Euro leaders delay bailout decision

The leaders of the 17 countries that use the euro have delayed a decision on whether to give their bailout funds more firepower until later in March, European officials said today.

The leaders of the 17 countries that use the euro have delayed a decision on whether to give their bailout funds more firepower until later in March, European officials said today.

Eurozone leaders were expected to meet on Friday afternoon to decide whether the currency union’s bailout funds would be allowed to give more than €500bn in loans.

The decision was highly anticipated as there are mounting concerns that the eurozone’s safety nets – which have already bailed out Greece, Ireland and Portugal – are too weak to support large struggling countries such as Italy or Spain.

The European Commission – the EU’s executive arm – the International Monetary Fund and several euro countries want the new, permanent bailout fund, the European Stability Mechanism, to run in parallel with its predecessor, the European Financial Stability Facility.

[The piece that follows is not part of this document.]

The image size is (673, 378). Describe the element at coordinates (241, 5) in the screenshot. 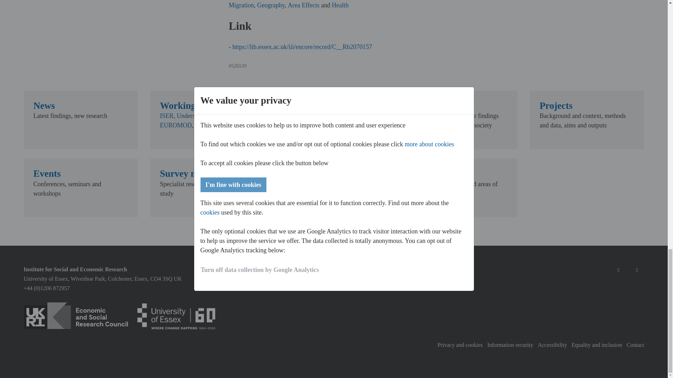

Under current plans, the EFSF would stop operating when the ESM comes into force in July and all its commitments to Greece, Ireland and Portugal would have to be subtracted from the ESM’s €500bn capacity. That would allow the ESM to give out only around €320bn in loans.

Allowing the funds to run in parallel could take the overall lending capacity to around €750bn. However, Germany, the eurozone’s largest economy and the biggest contributor to both bailout funds, has so far resisted such a move.

“The decision (on the bailout funds) is not ready to be taken yet,” said one official.

Any increase in the funds’ capacity would require parliamentary approval in most euro countries. Richer states in the eurozone, however, are especially reluctant to go back to their lawmakers for yet more money just after committing to a second massive rescue for Greece.

Because of that, European Council President Herman Van Rompuy decided not to call a special summit of eurozone leaders that had been planned for Friday afternoon, a second official said.

A decision on the bailout funds will be taken later in March, either at a meeting of eurozone finance ministers on March 12 or, if necessary, at an extra summit of euro leaders, the first official said.

The meeting of the 27 European Union leaders on Thursday and Friday, however, will take place as scheduled.

At the EU meeting, leaders will sign a new treaty setting out tighter spending rules for the eurozone and are expected to elect Mr Van Rompuy for a second term as president of the European Council. He is also expected to be elected as president of the eurozone, making him the chairman of the summits of euro leaders.